### [Exercise aim]
Without including any picture, write out the entries exactly as they stand.

Entries shown START

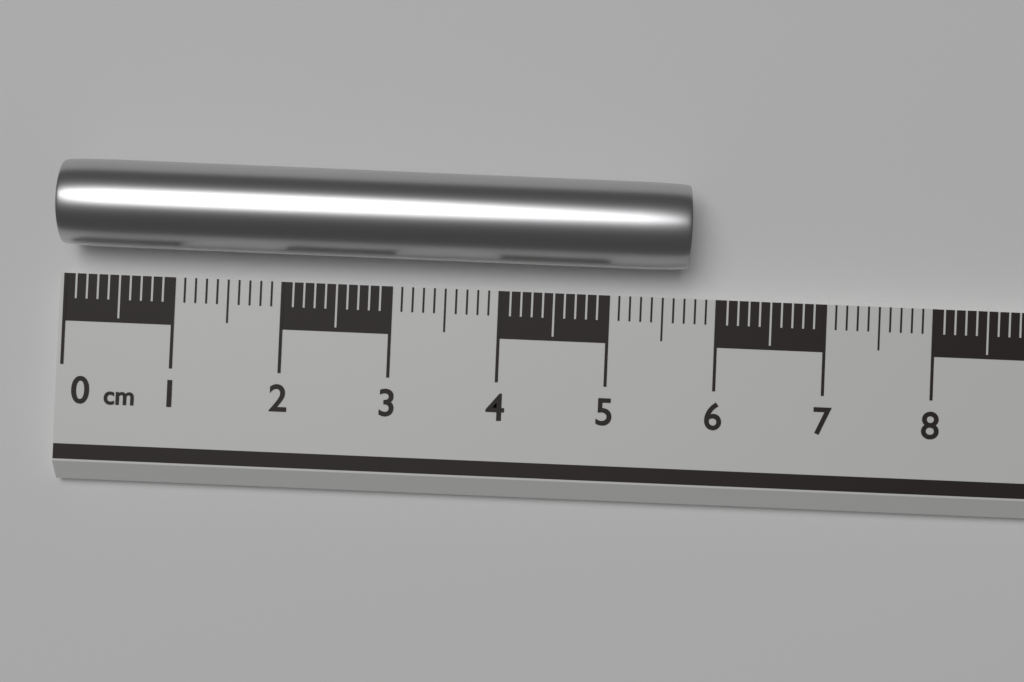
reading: 5.7 cm
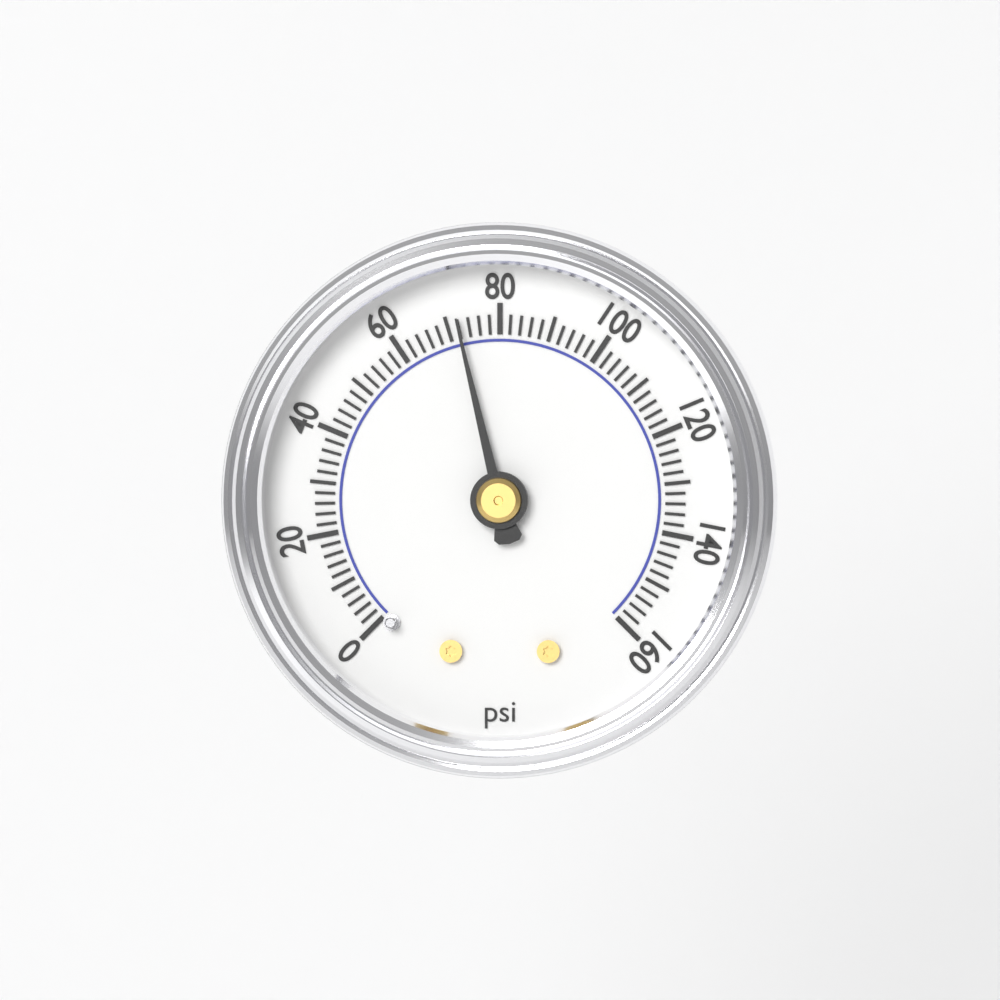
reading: 72 psi
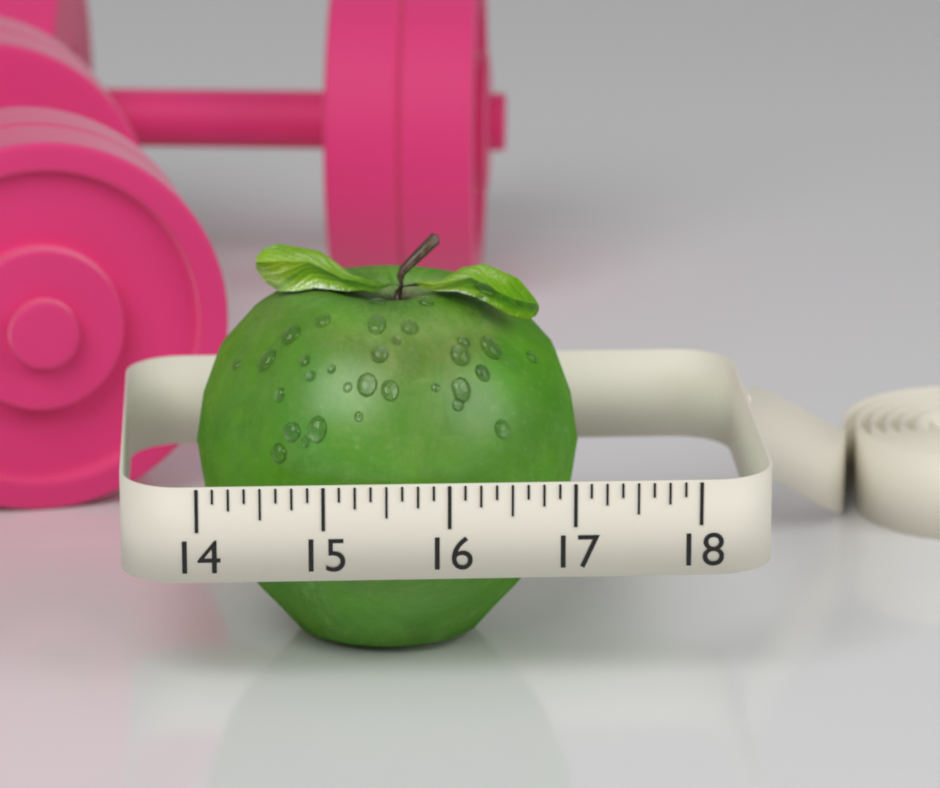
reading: 17.125 (no unit)
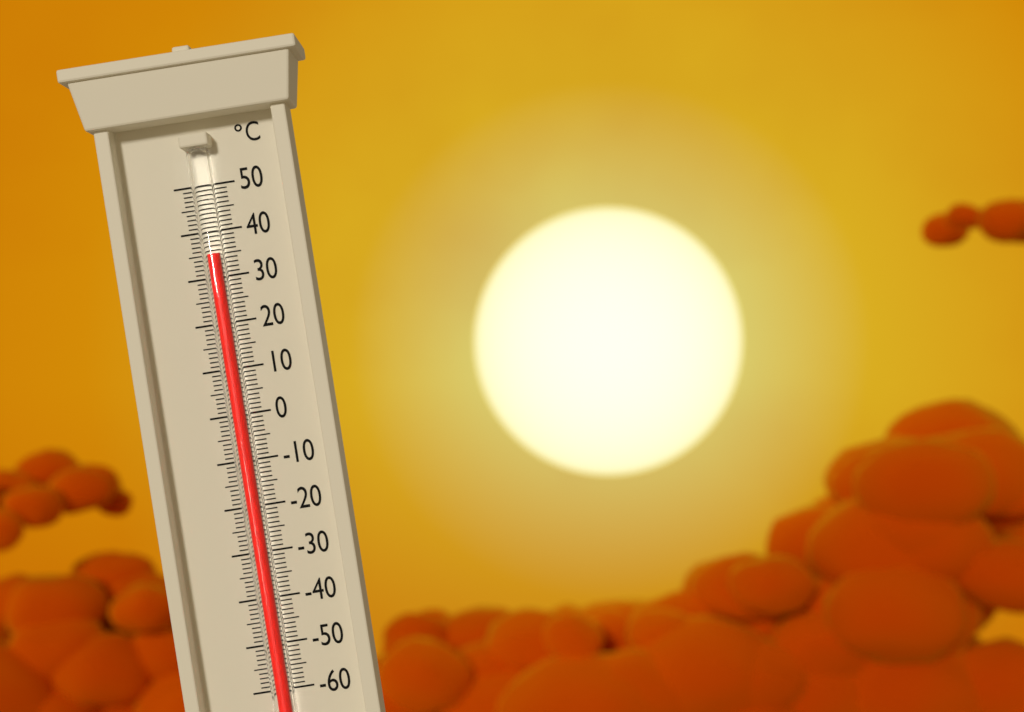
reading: 35 °C
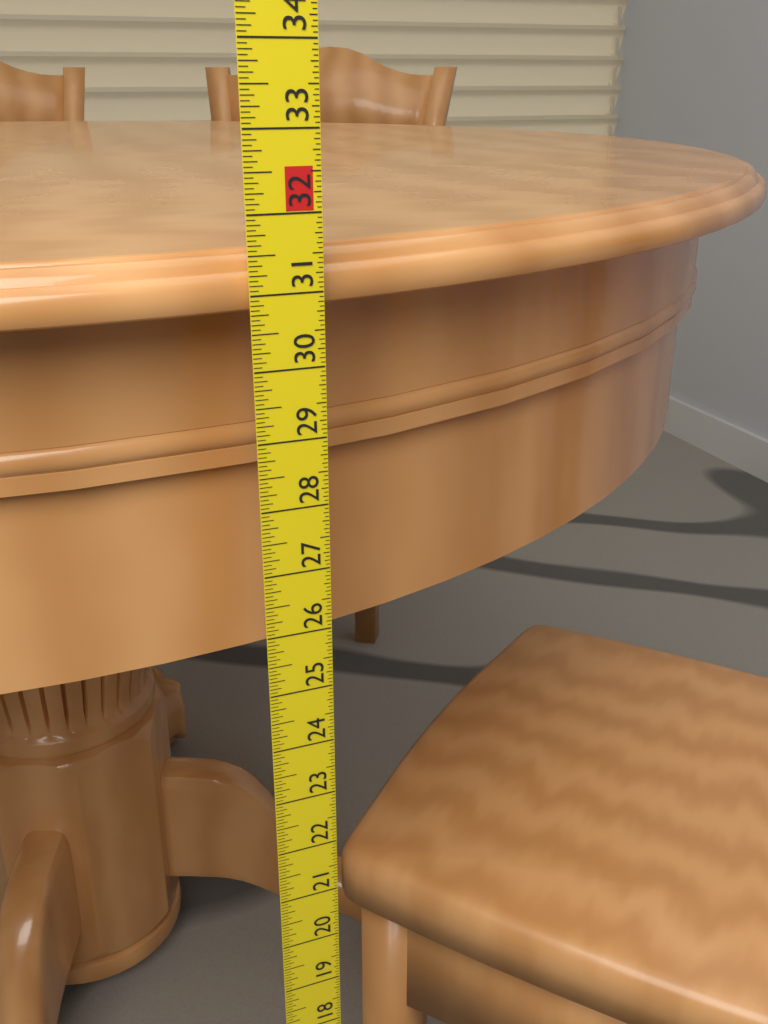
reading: 31.5000 in
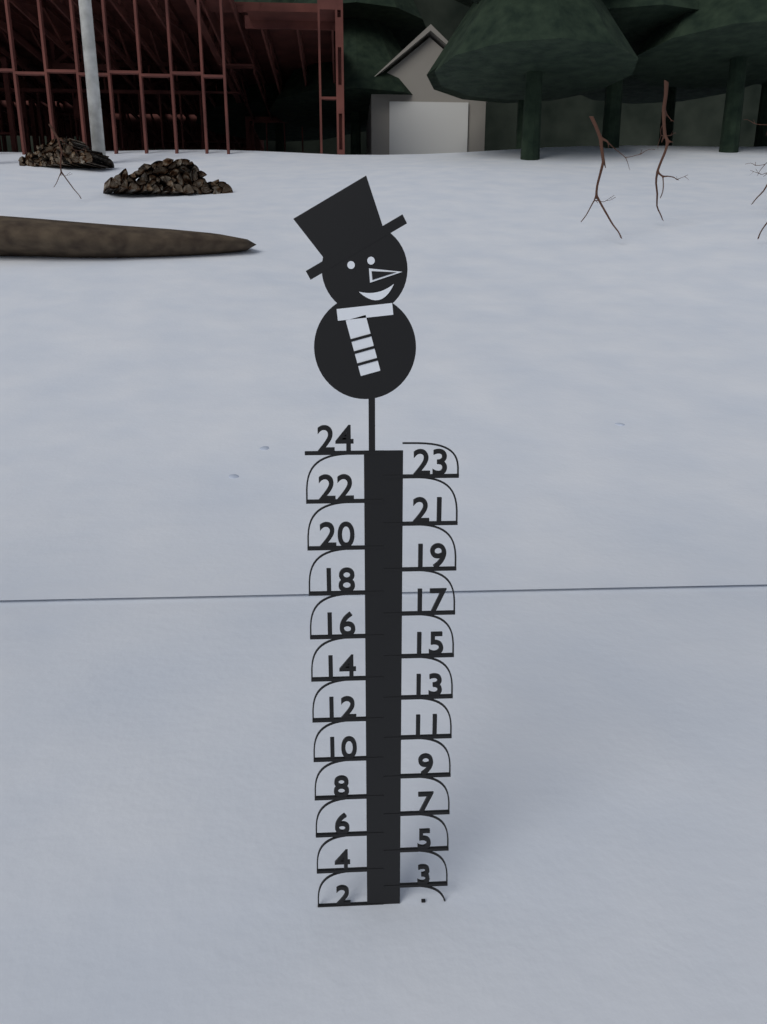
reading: 2 (no unit)
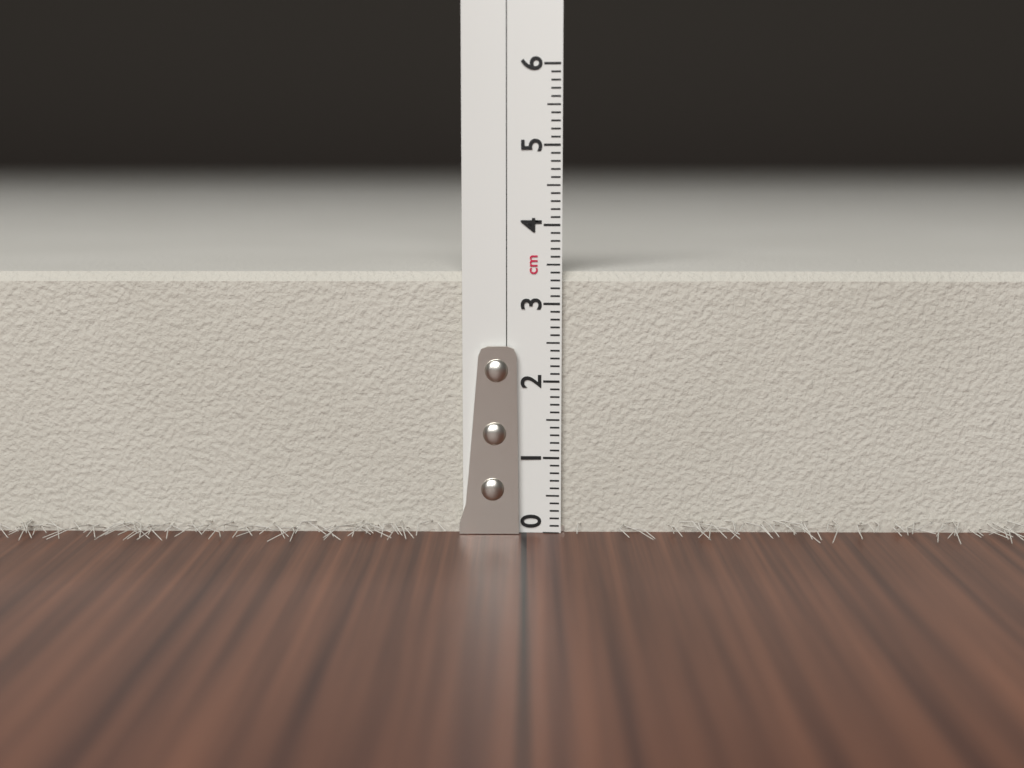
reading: 3.4 cm
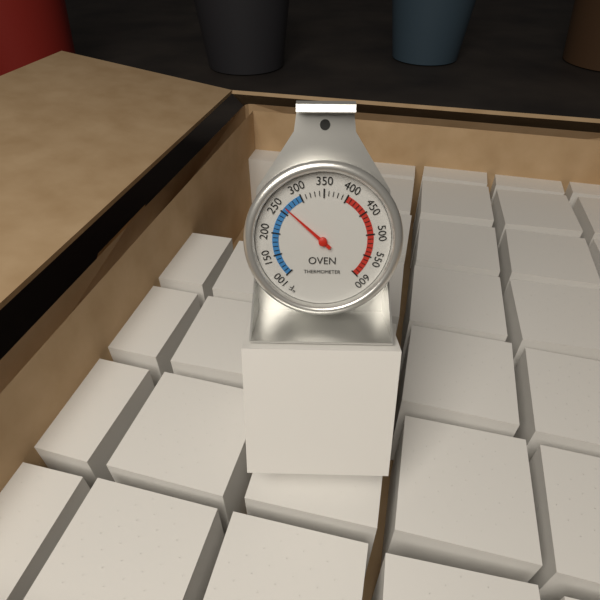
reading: 260 °F
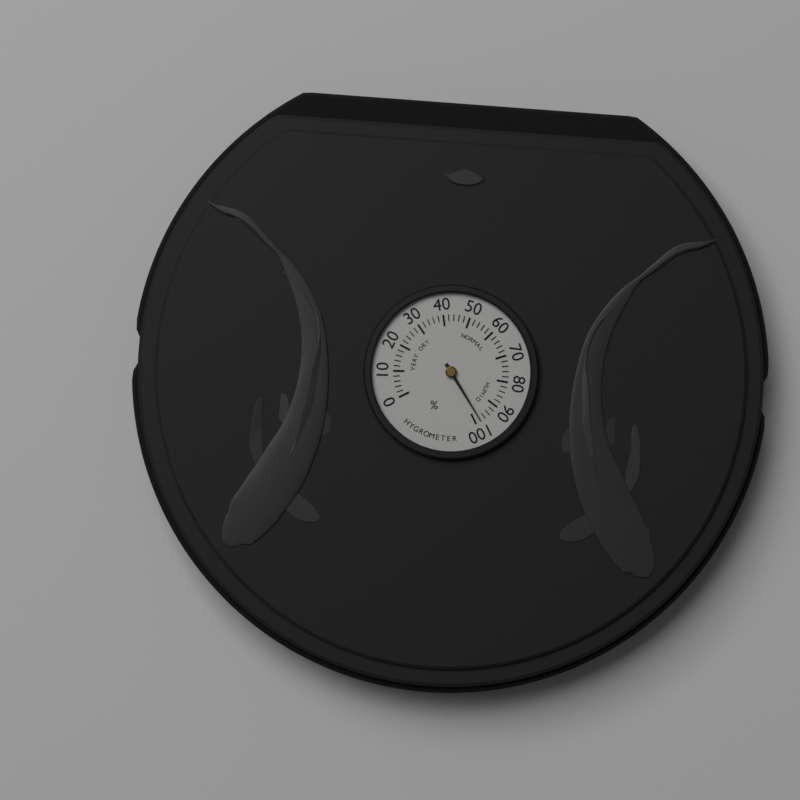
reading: 98 %
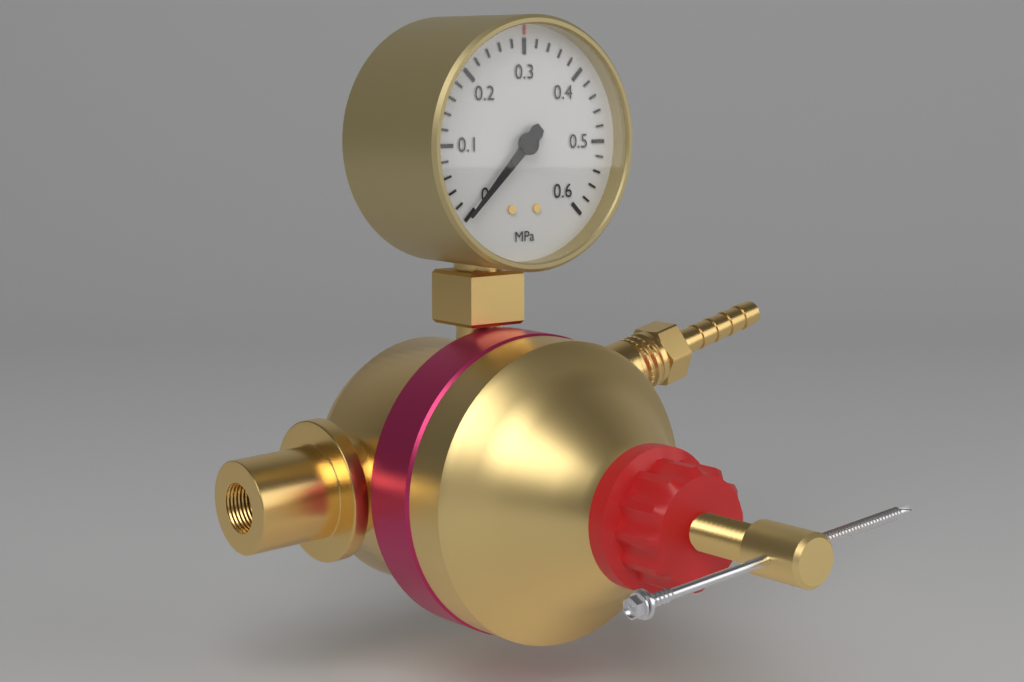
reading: 0.00 MPa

Entries shown END

### [Result below]
reading: 5.7 cm
reading: 72 psi
reading: 17.125 (no unit)
reading: 35 °C
reading: 31.5000 in
reading: 2 (no unit)
reading: 3.4 cm
reading: 260 °F
reading: 98 %
reading: 0.00 MPa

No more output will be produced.